The advent of knockout transgenic mouse technology in the late 1980s transformed biomedical research. Fuchs says it has allowed her research team to tease apart the contributions of individual genes to skin development, and understand the genetic defects involved in certain skin disorders.

“There are definitely individual populations of skin stem cells. We’ve been studying the niches where they reside in the skin, and their capabilities.

“We’ve focused on stem cells of the skin epithelium – the epidermis, hair follicles, sweat glands and sebaceous glands. Sweat glands were a challenge to study in their mouse model, because mice have sweat glands only on their paws.

“We’ve isolated and characterised stem cells for hair follicles – when skin is grown for burn grafts, it lacks sweat and hair follicles, because stem cells from the basal layer of the epidermis don’t form these cells.”

Fuchs says hair-follicle stem cells appear to be the master cells, capable of giving rise to other skin stem cells.

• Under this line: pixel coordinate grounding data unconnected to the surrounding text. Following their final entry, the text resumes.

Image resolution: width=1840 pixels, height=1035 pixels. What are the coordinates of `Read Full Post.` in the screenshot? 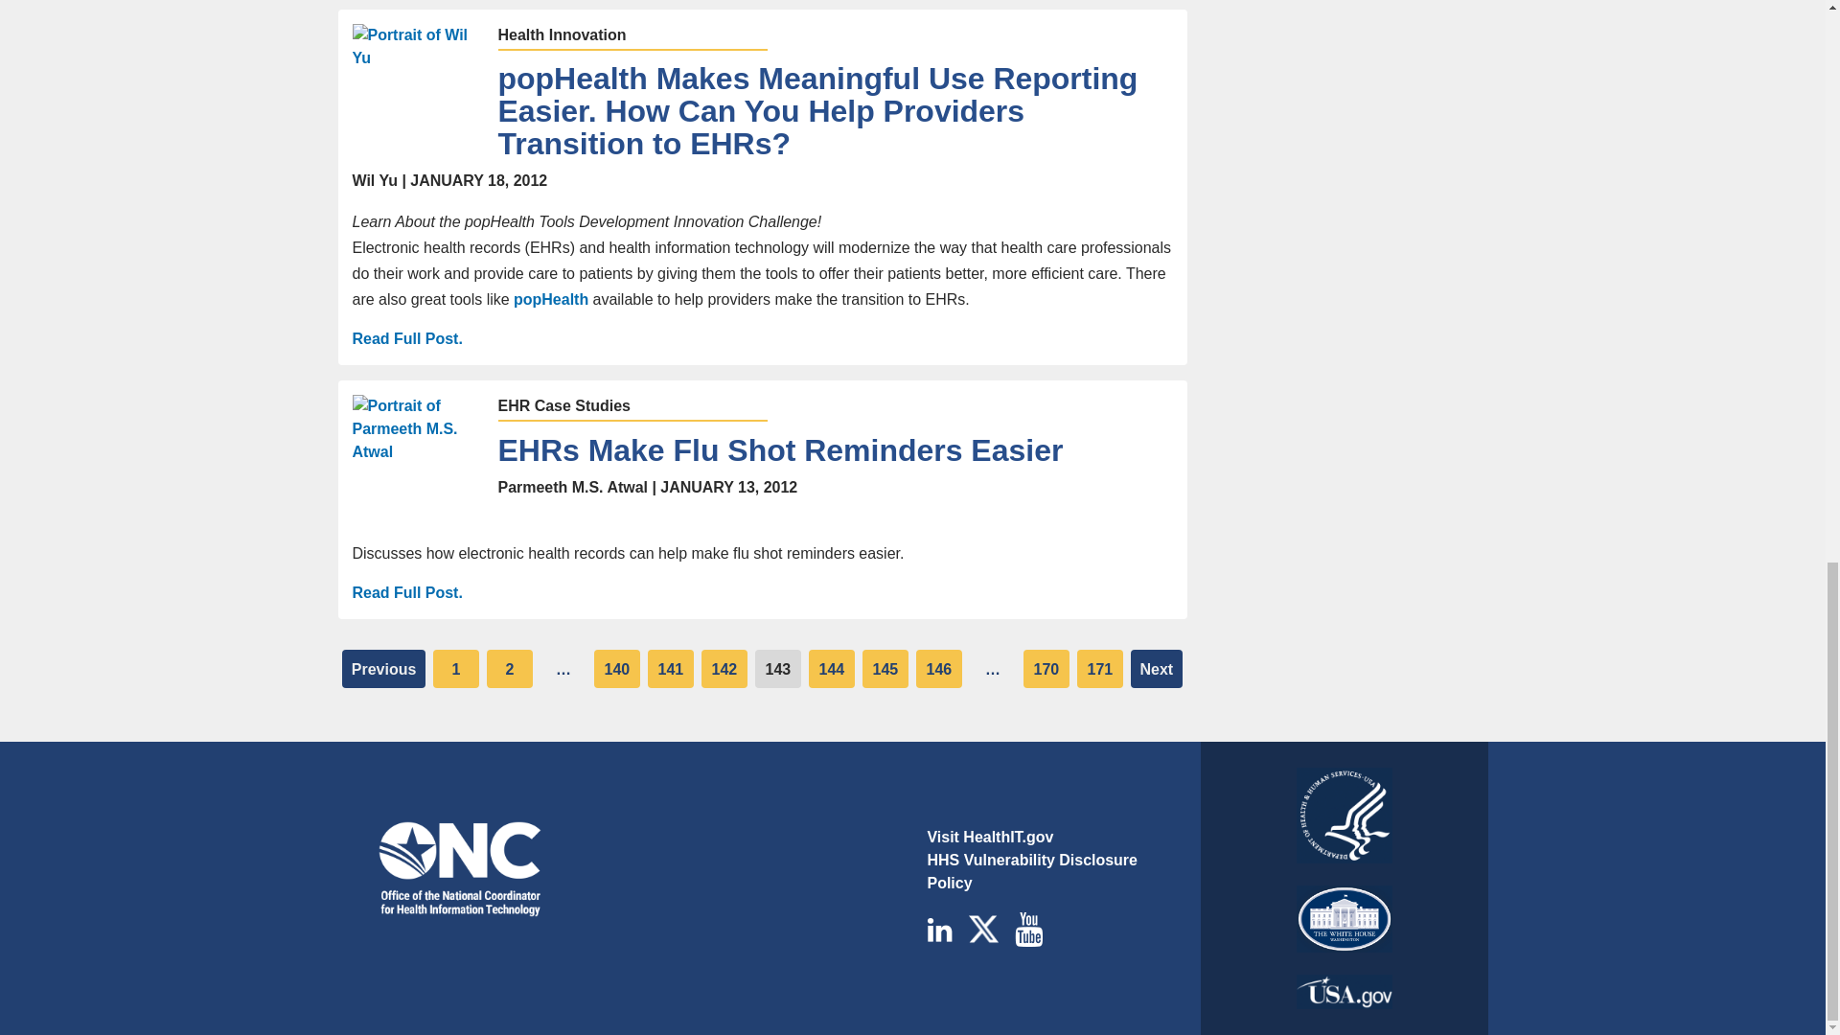 It's located at (408, 339).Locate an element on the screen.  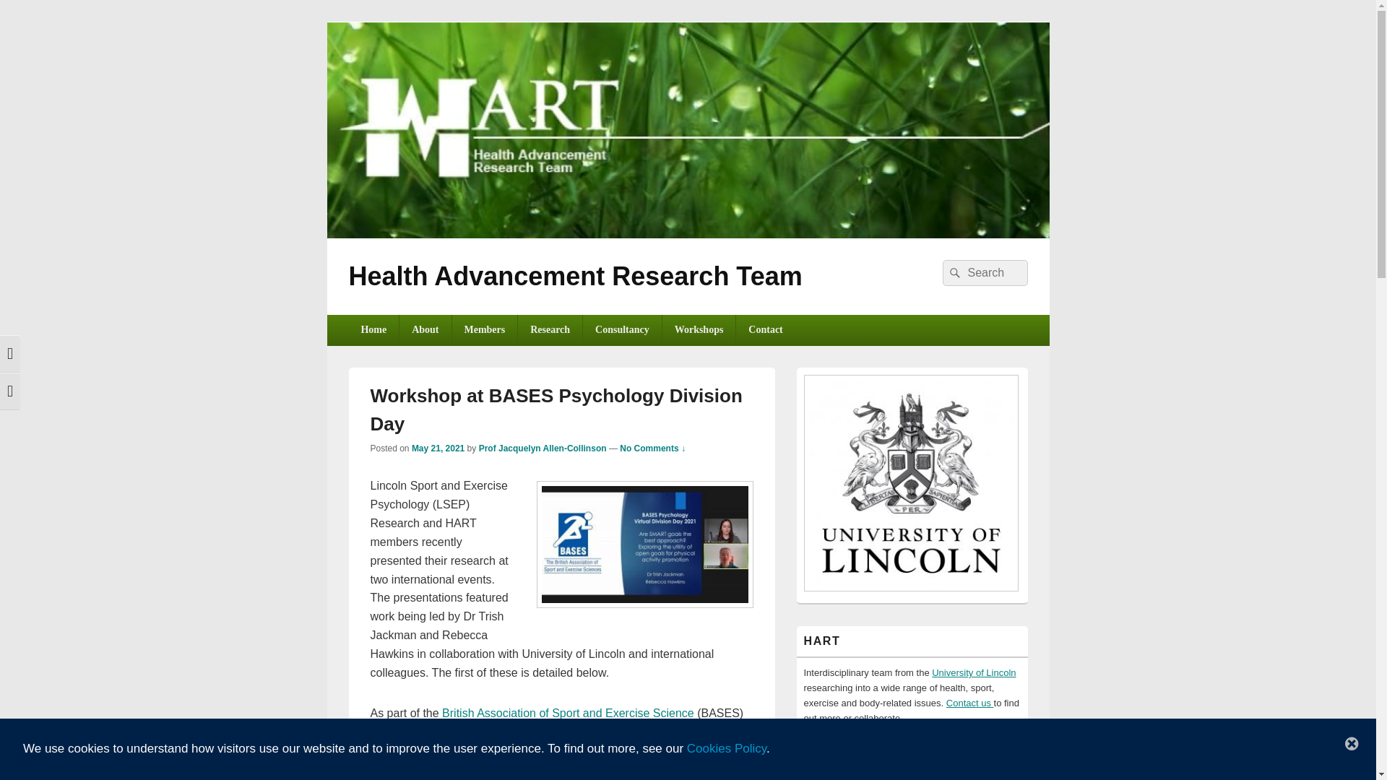
Health Advancement Research Team is located at coordinates (574, 276).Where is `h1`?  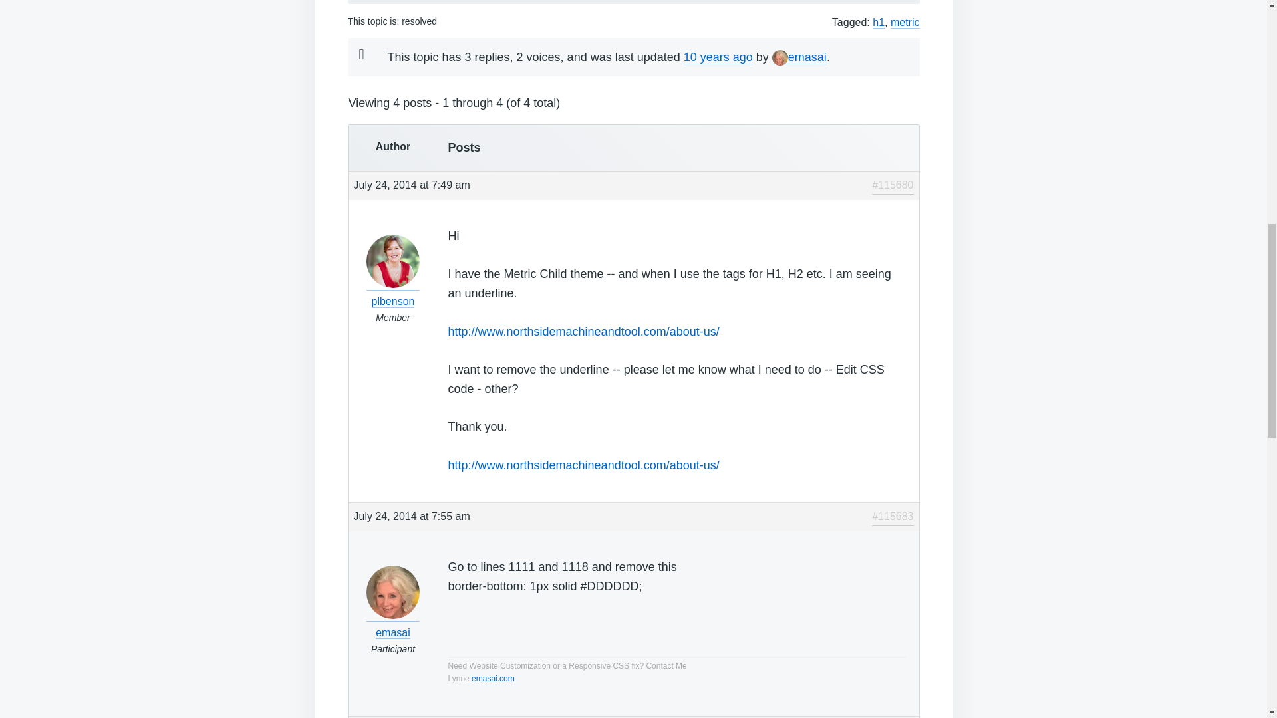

“Epidermal stem cells can repair the epidermis, but we’ve shown that, in young skin, hair-follicle stem cells are the major source of the cells involved in wound repair.”

Hair follicles and sweat glands are epidermal appendages, and Fuchs’ group is now exploring whether they are also the source of stem cells that form sweat glands.

“It’s an interesting possibility,” she says. “Natural selection may have put the master population of stem cells in the appendages of the skin epidermis because these structures extend much deeper into the skin structure.”

The epidermis, which forms the body’s outer seal, is about the thickness of cellophane. If it contained the master cells, they would be at risk of loss through injury.

Using differential expression systems in keratinocytes, Fuchs and her colleagues have identified the underlying mutations in several skin-blistering disorders, including epidermolytic hypkeratosis (EDHK).

Fuchs says highly cross-linked keratin fibres give the surface layers of skin their mechanical strength, but in EDHK, mutations in two genes, keratin 1 and keratin 2 weaken the suprabasal layers, which break down under stress. Normal wound-repair processes then cause severe crusting of the skin.

---PB--- Stem cell therapy

Fuchs says a class of autosomal dominant skin disorders called icythyoses, which give the skin a scaly, tiled appearance, may be good candidates for stem cell therapy. The therapy would involve taking stem cells from the patients, inserting a normal variant of the defective gene, then culturing them to produce skin for skin grafts.

She says the treatment would not be suitable for entirely replacing the skin, but it could be used on the face, and in the flexural regions like the backs of the knees and inside the elbows.

“A colleague at Stanford, Paul Khavari, is using keratin promoters we cloned to experiment with this approach. We’ve been very interested in hair-follicle stem cells as potential cells not only for hair replacement, but also for improving skin grafts for burns, because current skin grafts do not form appendages like hair follicles and sweat glands.

“We’ve veered away from the idea of stem cell replacement therapies, towards trying understand what controls the stem cell biology of hair cells, and what the control mechanisms are.

“Stem cell transplants would be like trying to grow a forest by planting individual seeds. If we could understand the mechanisms of stem cell activation, then we could render stem cells amenable to novel drug therapies.”

The team has been making good progress – in 2004 they published the first transcriptional profile of hair follicles, and confirmed their multi-potency.

“We’ve identified transcription-factor complexes, and traced the embryonic development of hair-follicle cells. We’ve shown that Wnt signals control the replication and recycling processes. We’re now at the point of developing broader screens for stem cell activation.”